Re: Statements/Reified statements

Sergey Melnik wrote:

> - STATEMENTS ARE RESOURCES (that implies that every statement is unique
> and equivalent to reified statement)
> - toss "quad" reification mechanism altogether

There is a distinction between a resource and the identifier of a resource.
Here is a resource:

    [s1, p1, o1]
    [s1, p2, o2]

Here is an identifier of a resource: s1

The resource is the whole node, it's URI is what we use to point to that
node from somewhere else.  Every statement on a node is merely a part of the
node.

If we say "statements are resources", then you are saying the part is the
whole.  I think that will entail some serious confusion.

On the other hand, we could identify each particular statement in the
context of the node in which it is a part.  For example:

t1    [s1, p1, o1]
t2    [s1, p2, o2]

Now we can point out particular statements with the same force that we point
out particular nodes.  Permitting things like:

t3 [s2, p3, t1]
t4 [s2, p4, o3]

If our attention is on t3 and we advance to its object, we end up on t1 in
the node identified by s1.

But what if we allow a statement identifier to stand like a resource
identifier as the subject of a node?  For instance the following:

t5 [t1, p5, o4]
t6 [t1, p6, o5]

Now if our attention is on t3 and we advance to its object where do we end
up?  It's ambiguous.  We could either be on the node consisting of {t5, t6}
or we could be on the statement itself {t1} in the node consisting of {t1,
t2}.   I hope we don't allow this ambiguity.

There is an easy solution:  Allow a statement identifier to be an object
only.  Treat a statement identifier just like a literal which also can only
be an object.

Strangely enough this solution only involves the following minimum change to
a [RDF-model]:

     Where pred is a property (member of Properties),
     sub is a resource (member of Resources), and obj
     is either a resource or a literal (member of Literals)
     or a statement (member of statements).

 [RDF-model] http://www.w3.org/TR/REC-rdf-syntax/#model

This means that we can objectively talk about any statement without reifying
it - when we do so we are talking about the particular triple itself in the
unique environment of the node in which it resides. This is useful for
placing triples in different contexts like Grahm is suggesting.  For
example:

[context1] --rdfc:asserts-->[t1]
[context1] --rdfc:asserts-->[t2]

Meaning it will be efficient to make statements show up only in the contexts
in which they belong:

     select statements where [context1, rdfc:asserts]

But if we want to talk about the ~meaning~ of a particular statement in its
context of utterance, then we have created a subject of that statement and
that is reification.   To do that we must needs create another order of
representation.   Like:

t7 [s3, rai:reifies, t1]
t8 [s3, rdf:type, statement]
t9 [s3, rdf:subject, s1]
t10 [s3, rdf:property, p1]
t11 [s3, rdf:object, o1]
t12 [s3, p6, o5]

Note that {t9, t10. t11} are not necessary to disambiguify our reference to
t1 but they don't hurt anything either.  Of course, t12 is the payload,
otherwise we have added no new information.   That is unless we would want
to refer from somewhere else to the ~meaning~ of the t1 in its environment
of s1.  If we want to refer to that meaning we should choose the object s3
and not the object t1.

Seth Russell
t13 says: "In RDF we must be painfully clear about that to which we refer."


Every line of the listing should be transcribed exactly, with nothing left out.

• _Excerpted records_

_ _ _

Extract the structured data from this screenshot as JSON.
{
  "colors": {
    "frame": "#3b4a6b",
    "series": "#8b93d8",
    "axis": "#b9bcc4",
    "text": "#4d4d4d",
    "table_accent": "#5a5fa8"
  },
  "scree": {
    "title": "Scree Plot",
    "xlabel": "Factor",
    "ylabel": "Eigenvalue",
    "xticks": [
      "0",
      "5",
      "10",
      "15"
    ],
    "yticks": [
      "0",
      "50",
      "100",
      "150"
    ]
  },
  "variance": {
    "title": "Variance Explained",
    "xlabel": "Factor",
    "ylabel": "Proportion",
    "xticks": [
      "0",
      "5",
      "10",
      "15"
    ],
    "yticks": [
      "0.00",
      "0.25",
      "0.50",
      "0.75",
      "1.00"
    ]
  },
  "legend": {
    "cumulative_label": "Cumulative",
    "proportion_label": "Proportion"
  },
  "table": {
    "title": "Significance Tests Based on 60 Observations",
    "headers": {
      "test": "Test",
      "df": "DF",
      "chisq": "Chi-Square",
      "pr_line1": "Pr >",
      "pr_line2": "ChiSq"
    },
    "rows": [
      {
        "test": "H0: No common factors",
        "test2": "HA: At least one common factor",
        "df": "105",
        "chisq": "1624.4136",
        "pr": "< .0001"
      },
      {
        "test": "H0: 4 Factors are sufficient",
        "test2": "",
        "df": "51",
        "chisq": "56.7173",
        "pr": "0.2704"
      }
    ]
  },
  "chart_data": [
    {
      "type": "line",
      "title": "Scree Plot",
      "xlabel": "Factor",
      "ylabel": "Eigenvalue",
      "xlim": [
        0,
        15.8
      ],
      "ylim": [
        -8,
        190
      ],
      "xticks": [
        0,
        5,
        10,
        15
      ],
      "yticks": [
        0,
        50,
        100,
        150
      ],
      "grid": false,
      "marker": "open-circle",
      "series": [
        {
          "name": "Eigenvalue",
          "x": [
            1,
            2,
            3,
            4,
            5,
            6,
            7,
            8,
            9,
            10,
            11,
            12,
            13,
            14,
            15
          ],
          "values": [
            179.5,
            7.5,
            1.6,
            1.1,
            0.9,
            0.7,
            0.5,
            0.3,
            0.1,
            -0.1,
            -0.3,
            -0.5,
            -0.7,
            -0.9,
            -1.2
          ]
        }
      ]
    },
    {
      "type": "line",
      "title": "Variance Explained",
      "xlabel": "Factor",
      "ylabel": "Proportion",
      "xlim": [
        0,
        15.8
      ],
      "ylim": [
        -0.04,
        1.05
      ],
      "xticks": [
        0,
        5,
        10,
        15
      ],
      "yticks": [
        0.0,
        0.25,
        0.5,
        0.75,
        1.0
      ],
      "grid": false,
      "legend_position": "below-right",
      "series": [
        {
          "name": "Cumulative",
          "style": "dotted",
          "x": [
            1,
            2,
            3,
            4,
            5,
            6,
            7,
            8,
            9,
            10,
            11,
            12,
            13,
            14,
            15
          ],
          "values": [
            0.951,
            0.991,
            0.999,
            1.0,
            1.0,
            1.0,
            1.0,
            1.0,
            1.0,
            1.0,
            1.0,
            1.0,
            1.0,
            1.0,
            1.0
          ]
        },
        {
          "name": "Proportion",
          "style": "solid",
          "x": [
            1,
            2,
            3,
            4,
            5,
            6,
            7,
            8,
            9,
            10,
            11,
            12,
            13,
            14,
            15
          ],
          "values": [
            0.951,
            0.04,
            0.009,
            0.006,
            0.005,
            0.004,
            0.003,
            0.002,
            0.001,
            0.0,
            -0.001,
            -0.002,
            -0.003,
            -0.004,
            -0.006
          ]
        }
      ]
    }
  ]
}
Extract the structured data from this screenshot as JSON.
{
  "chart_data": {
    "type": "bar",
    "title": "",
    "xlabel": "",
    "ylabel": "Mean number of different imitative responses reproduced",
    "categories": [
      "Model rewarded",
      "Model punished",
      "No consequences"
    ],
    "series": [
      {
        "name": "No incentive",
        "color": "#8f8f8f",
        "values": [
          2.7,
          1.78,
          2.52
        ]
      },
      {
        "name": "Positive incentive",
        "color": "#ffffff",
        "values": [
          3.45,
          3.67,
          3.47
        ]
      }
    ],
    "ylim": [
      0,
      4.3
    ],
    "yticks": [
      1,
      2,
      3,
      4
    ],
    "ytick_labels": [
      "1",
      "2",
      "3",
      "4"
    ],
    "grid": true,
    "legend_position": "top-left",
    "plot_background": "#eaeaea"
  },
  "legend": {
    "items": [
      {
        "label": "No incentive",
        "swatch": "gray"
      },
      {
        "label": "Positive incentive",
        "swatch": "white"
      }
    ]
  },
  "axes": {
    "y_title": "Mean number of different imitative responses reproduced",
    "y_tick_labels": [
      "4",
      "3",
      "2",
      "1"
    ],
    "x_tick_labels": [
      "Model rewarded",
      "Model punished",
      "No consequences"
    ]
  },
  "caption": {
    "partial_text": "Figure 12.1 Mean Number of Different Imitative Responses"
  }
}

_ _ _

• _Solution for this problem_
Extract the structured data from this screenshot as JSON.
{
  "colors": {
    "frame": "#3b4a6b",
    "series": "#8b93d8",
    "axis": "#b9bcc4",
    "text": "#4d4d4d",
    "table_accent": "#5a5fa8"
  },
  "scree": {
    "title": "Scree Plot",
    "xlabel": "Factor",
    "ylabel": "Eigenvalue",
    "xticks": [
      "0",
      "5",
      "10",
      "15"
    ],
    "yticks": [
      "0",
      "50",
      "100",
      "150"
    ]
  },
  "variance": {
    "title": "Variance Explained",
    "xlabel": "Factor",
    "ylabel": "Proportion",
    "xticks": [
      "0",
      "5",
      "10",
      "15"
    ],
    "yticks": [
      "0.00",
      "0.25",
      "0.50",
      "0.75",
      "1.00"
    ]
  },
  "legend": {
    "cumulative_label": "Cumulative",
    "proportion_label": "Proportion"
  },
  "table": {
    "title": "Significance Tests Based on 60 Observations",
    "headers": {
      "test": "Test",
      "df": "DF",
      "chisq": "Chi-Square",
      "pr_line1": "Pr >",
      "pr_line2": "ChiSq"
    },
    "rows": [
      {
        "test": "H0: No common factors",
        "test2": "HA: At least one common factor",
        "df": "105",
        "chisq": "1624.4136",
        "pr": "< .0001"
      },
      {
        "test": "H0: 4 Factors are sufficient",
        "test2": "",
        "df": "51",
        "chisq": "56.7173",
        "pr": "0.2704"
      }
    ]
  },
  "chart_data": [
    {
      "type": "line",
      "title": "Scree Plot",
      "xlabel": "Factor",
      "ylabel": "Eigenvalue",
      "xlim": [
        0,
        15.8
      ],
      "ylim": [
        -8,
        190
      ],
      "xticks": [
        0,
        5,
        10,
        15
      ],
      "yticks": [
        0,
        50,
        100,
        150
      ],
      "grid": false,
      "marker": "open-circle",
      "series": [
        {
          "name": "Eigenvalue",
          "x": [
            1,
            2,
            3,
            4,
            5,
            6,
            7,
            8,
            9,
            10,
            11,
            12,
            13,
            14,
            15
          ],
          "values": [
            179.5,
            7.5,
            1.6,
            1.1,
            0.9,
            0.7,
            0.5,
            0.3,
            0.1,
            -0.1,
            -0.3,
            -0.5,
            -0.7,
            -0.9,
            -1.2
          ]
        }
      ]
    },
    {
      "type": "line",
      "title": "Variance Explained",
      "xlabel": "Factor",
      "ylabel": "Proportion",
      "xlim": [
        0,
        15.8
      ],
      "ylim": [
        -0.04,
        1.05
      ],
      "xticks": [
        0,
        5,
        10,
        15
      ],
      "yticks": [
        0.0,
        0.25,
        0.5,
        0.75,
        1.0
      ],
      "grid": false,
      "legend_position": "below-right",
      "series": [
        {
          "name": "Cumulative",
          "style": "dotted",
          "x": [
            1,
            2,
            3,
            4,
            5,
            6,
            7,
            8,
            9,
            10,
            11,
            12,
            13,
            14,
            15
          ],
          "values": [
            0.951,
            0.991,
            0.999,
            1.0,
            1.0,
            1.0,
            1.0,
            1.0,
            1.0,
            1.0,
            1.0,
            1.0,
            1.0,
            1.0,
            1.0
          ]
        },
        {
          "name": "Proportion",
          "style": "solid",
          "x": [
            1,
            2,
            3,
            4,
            5,
            6,
            7,
            8,
            9,
            10,
            11,
            12,
            13,
            14,
            15
          ],
          "values": [
            0.951,
            0.04,
            0.009,
            0.006,
            0.005,
            0.004,
            0.003,
            0.002,
            0.001,
            0.0,
            -0.001,
            -0.002,
            -0.003,
            -0.004,
            -0.006
          ]
        }
      ]
    }
  ]
}
Extract the structured data from this screenshot as JSON.
{
  "chart_data": {
    "type": "bar",
    "title": "",
    "xlabel": "",
    "ylabel": "Mean number of different imitative responses reproduced",
    "categories": [
      "Model rewarded",
      "Model punished",
      "No consequences"
    ],
    "series": [
      {
        "name": "No incentive",
        "color": "#8f8f8f",
        "values": [
          2.7,
          1.78,
          2.52
        ]
      },
      {
        "name": "Positive incentive",
        "color": "#ffffff",
        "values": [
          3.45,
          3.67,
          3.47
        ]
      }
    ],
    "ylim": [
      0,
      4.3
    ],
    "yticks": [
      1,
      2,
      3,
      4
    ],
    "ytick_labels": [
      "1",
      "2",
      "3",
      "4"
    ],
    "grid": true,
    "legend_position": "top-left",
    "plot_background": "#eaeaea"
  },
  "legend": {
    "items": [
      {
        "label": "No incentive",
        "swatch": "gray"
      },
      {
        "label": "Positive incentive",
        "swatch": "white"
      }
    ]
  },
  "axes": {
    "y_title": "Mean number of different imitative responses reproduced",
    "y_tick_labels": [
      "4",
      "3",
      "2",
      "1"
    ],
    "x_tick_labels": [
      "Model rewarded",
      "Model punished",
      "No consequences"
    ]
  },
  "caption": {
    "partial_text": "Figure 12.1 Mean Number of Different Imitative Responses"
  }
}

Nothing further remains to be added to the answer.